Advanced Selectors & the CascadeExtra· 35 min read

Combinators & Attribute Selectors

Target elements based on their relationships and their attributes — precision selecting.

What you will learn

  • Use descendant, child and sibling combinators
  • Select by attribute
  • Write precise, intentional selectors

Combinators — selecting by relationship

SelectorSelects
div pAny p inside a div (descendant)
div > pA p that is a direct child of a div
h2 + pThe p immediately after an h2
h2 p~All p siblings after an h2
Combinators target by relationship
<style>
  .menu a { color:#4338ca; }            /* all links inside .menu */
  .menu > a { font-weight: 700; }        /* only direct-child links */
  h3 + p { color:#06b6d4; font-style: italic; }  /* p right after an h3 */
</style>
<div class="menu"><a href="#">Direct child link</a></div>
<h3>A heading</h3>
<p>I am right after the heading (styled).</p>
<p>I am a later paragraph (not styled by + ).</p>
Live preview

Combinators select elements by their relationship to other elements, using the space or symbol between two selectors:

  • .menu a (a space = descendant) — matches any link anywhere inside .menu, no matter how deeply nested.
  • .menu > a (the > = direct child) — matches only links that are an immediate child of .menu, not ones buried deeper.
  • h3 + p (the + = adjacent sibling) — matches only the one paragraph that comes immediately after an h3. That is why the first paragraph is styled cyan and italic, but the second paragraph (further down) is not.

Attribute selectors

Select elements by their attributes with square brackets — very handy for forms.

Styling by attribute
<style>
  input[type="text"] { border:2px solid #4338ca; padding:8px; border-radius:6px; }
  input[type="email"] { border:2px solid #06b6d4; padding:8px; border-radius:6px; }
  a[target="_blank"]::after { content: " ↗"; }
</style>
<input type="text" placeholder="text input"><br><br>
<input type="email" placeholder="email input"><br><br>
<a href="#" target="_blank">External link</a>
Live preview

The square brackets let you target elements by an attribute and its value. input[type="text"] matches only text inputs and gives them an indigo border, while input[type="email"] matches only email inputs and gives them a cyan one — even though both are <input> tags. The last rule, a[target="_blank"]::after, finds links that open in a new tab and automatically appends a small ↗ arrow after them. Attribute selectors are especially handy for forms, where inputs share a tag but differ by type.

Q. What does div > p select?

Answer: The > child combinator selects only direct children — a p one level inside the div, not deeper descendants.

✍️ Practice

  1. Style only the direct-child links of a menu differently from nested links.
  2. Style text inputs and email inputs differently using attribute selectors.

🏠 Homework

  1. Use attribute selectors to style every input type on your contact form individually.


Check every line below for the string "duenen", and copy the lines that contain it.

- [EXERCISE INPUT]:
┄┄┄┄┄┄┄┄┄┄┄┄┄┄┄┄┄┄┄┄
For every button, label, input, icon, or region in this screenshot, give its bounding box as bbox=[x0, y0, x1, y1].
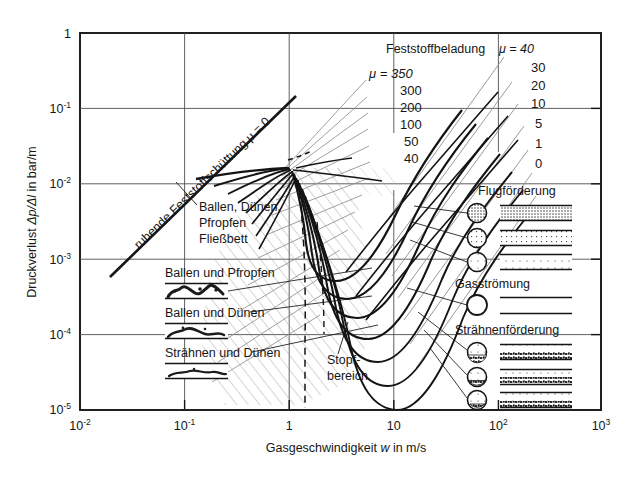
loading-title-group: Feststoffbeladung μ = 40 bbox=[386, 42, 534, 56]
y-tick-1: 10-1 bbox=[50, 100, 72, 116]
pipe-strip-str-3 bbox=[500, 392, 572, 408]
x-axis-title: Gasgeschwindigkeit w in m/s bbox=[266, 441, 427, 455]
pipe-icon-straehnen-duenen bbox=[165, 363, 228, 379]
plug-zone-line-1: bereich bbox=[327, 369, 368, 383]
regime-center-line-1: Pfropfen bbox=[199, 216, 246, 230]
mu-right-6: 0 bbox=[535, 156, 542, 171]
mu-right-1: 30 bbox=[531, 60, 545, 75]
y-tick-3: 10-3 bbox=[50, 251, 72, 267]
zenz-diagram: 1 10-1 10-2 10-3 10-4 10-5 10-2 10-1 1 1… bbox=[0, 0, 644, 477]
y-axis-title: Druckverlust Δp/Δl in bar/m bbox=[25, 146, 39, 298]
y-tick-5: 10-5 bbox=[50, 401, 72, 417]
mu-left-eq: μ = 350 bbox=[368, 66, 413, 81]
y-axis-tick-labels: 1 10-1 10-2 10-3 10-4 10-5 bbox=[50, 27, 72, 417]
pipe-icon-ballen-duenen bbox=[165, 323, 228, 339]
gas-flow-label: Gasströmung bbox=[455, 277, 530, 291]
pipe-strip-flug-2 bbox=[500, 230, 572, 246]
mu-left-3: 100 bbox=[400, 117, 422, 132]
pipe-strip-flug-1 bbox=[500, 205, 572, 221]
pipe-strip-str-2 bbox=[500, 369, 572, 385]
mu-left-4: 50 bbox=[404, 134, 418, 149]
x-axis-tick-labels: 10-2 10-1 1 10 102 103 bbox=[69, 417, 610, 433]
x-tick-2: 1 bbox=[286, 419, 293, 433]
loading-title-mu: μ = 40 bbox=[498, 42, 534, 56]
mu-left-1: 300 bbox=[400, 83, 422, 98]
left-regime-label-1: Ballen und Dünen bbox=[165, 306, 264, 320]
x-tick-0: 10-2 bbox=[69, 417, 91, 433]
y-tick-2: 10-2 bbox=[50, 175, 72, 191]
regime-center-line-0: Ballen, Dünen, bbox=[199, 200, 281, 214]
mu-right-2: 20 bbox=[531, 78, 545, 93]
mu-right-5: 1 bbox=[535, 136, 542, 151]
x-tick-3: 10 bbox=[387, 419, 401, 433]
x-tick-5: 103 bbox=[592, 417, 611, 433]
left-regime-label-0: Ballen und Pfropfen bbox=[165, 266, 275, 280]
left-regime-label-2: Strähnen und Dünen bbox=[165, 346, 280, 360]
x-tick-4: 102 bbox=[489, 417, 508, 433]
mu-right-4: 5 bbox=[535, 116, 542, 131]
mu-right-3: 10 bbox=[531, 96, 545, 111]
x-tick-1: 10-1 bbox=[174, 417, 196, 433]
mu-left-5: 40 bbox=[404, 151, 418, 166]
plug-zone-line-0: Stopf- bbox=[327, 353, 360, 367]
pipe-icon-ballen-pfropfen bbox=[165, 283, 228, 299]
dilute-phase-label: Flugförderung bbox=[478, 184, 556, 198]
y-tick-0: 1 bbox=[64, 27, 71, 41]
mu-left-2: 200 bbox=[400, 100, 422, 115]
loading-title: Feststoffbeladung bbox=[386, 42, 485, 56]
pipe-strip-str-1 bbox=[500, 344, 572, 360]
regime-center-line-2: Fließbett bbox=[199, 232, 248, 246]
figure-root: 1 10-1 10-2 10-3 10-4 10-5 10-2 10-1 1 1… bbox=[0, 0, 644, 477]
pipe-strip-flug-3 bbox=[500, 254, 572, 270]
strand-conveying-label: Strähnenförderung bbox=[455, 323, 559, 337]
y-tick-4: 10-4 bbox=[50, 326, 72, 342]
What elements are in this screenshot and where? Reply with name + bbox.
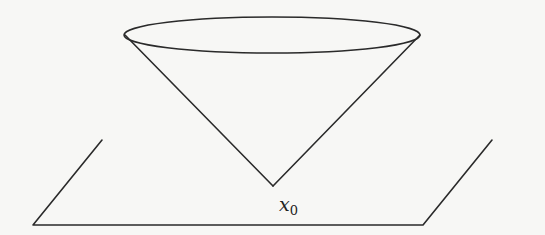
cone-top-ellipse: [124, 17, 420, 53]
apex-label-subscript: 0: [290, 203, 298, 218]
cone-left-edge: [125, 35, 273, 186]
plane: [33, 140, 492, 225]
cone-right-edge: [273, 35, 420, 186]
apex-label-base: x: [279, 193, 290, 215]
light-cone-diagram: [0, 0, 545, 235]
apex-label: x0: [279, 195, 298, 217]
plane-outline: [33, 140, 492, 225]
cone: [124, 17, 420, 186]
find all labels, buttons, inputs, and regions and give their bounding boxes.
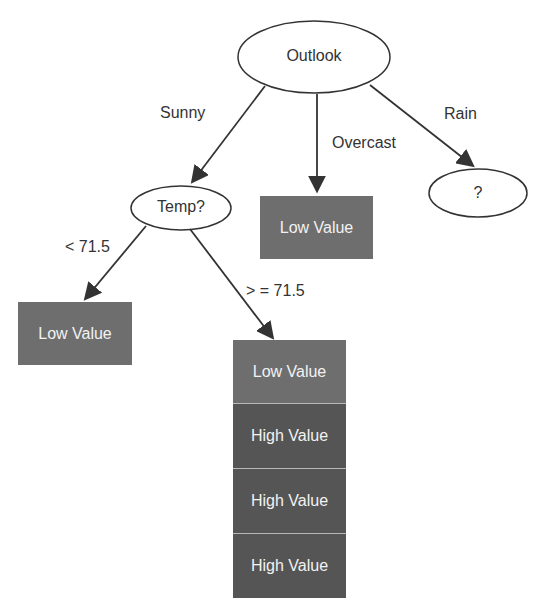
edge-label-lt: < 71.5 (65, 238, 110, 256)
ge-stack-item: Low Value (233, 340, 346, 403)
ge-stack-item: High Value (233, 468, 346, 533)
ge-stack-item: High Value (233, 403, 346, 468)
lt-leaf: Low Value (18, 302, 132, 365)
outlook-node: Outlook (238, 47, 390, 65)
overcast-leaf: Low Value (260, 196, 373, 259)
rain-node: ? (429, 184, 527, 202)
edge-label-sunny: Sunny (160, 104, 205, 122)
edge-label-overcast: Overcast (332, 134, 396, 152)
temp-node: Temp? (131, 198, 231, 216)
edge-label-rain: Rain (444, 105, 477, 123)
edge-label-ge: > = 71.5 (246, 282, 305, 300)
ge-stack-item: High Value (233, 533, 346, 598)
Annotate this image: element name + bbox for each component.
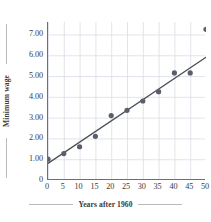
- data-point: [172, 70, 177, 75]
- y-axis-tick-label: 6.00: [0, 51, 46, 59]
- data-point: [48, 157, 51, 162]
- chart-container: Minimum wage 01.002.003.004.005.006.007.…: [0, 0, 211, 222]
- y-axis-tick-label: 1.00: [0, 155, 46, 163]
- data-point: [109, 113, 114, 118]
- data-point: [93, 134, 98, 139]
- data-point: [61, 151, 66, 156]
- y-axis-tick-label: 3.00: [0, 114, 46, 122]
- chart-series: [48, 22, 206, 180]
- x-axis-title-rule-right: [138, 204, 182, 205]
- data-point: [188, 70, 193, 75]
- y-axis-tick-label: 4.00: [0, 93, 46, 101]
- y-axis-tick-label: 5.00: [0, 72, 46, 80]
- x-axis-title-group: Years after 1960: [0, 196, 211, 212]
- data-point: [203, 27, 206, 32]
- data-point: [156, 89, 161, 94]
- x-axis-title-rule-left: [29, 204, 73, 205]
- plot-area: [47, 22, 205, 180]
- data-point: [124, 108, 129, 113]
- data-point: [77, 144, 82, 149]
- data-point: [140, 98, 145, 103]
- y-axis-tick-label: 7.00: [0, 30, 46, 38]
- x-axis-tick-label: 50: [193, 182, 211, 191]
- y-axis-tick-label: 2.00: [0, 134, 46, 142]
- x-axis-title: Years after 1960: [73, 200, 137, 209]
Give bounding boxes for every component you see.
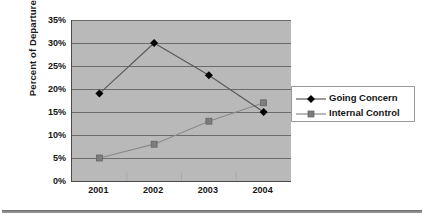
┄┄┄┄┄┄┄┄┄┄┄┄┄┄┄┄┄┄┄┄
- [SOLUTION]:
pipe-icon-straehnen-duenen bbox=[165, 363, 228, 379]
pipe-icon-ballen-duenen bbox=[165, 323, 228, 339]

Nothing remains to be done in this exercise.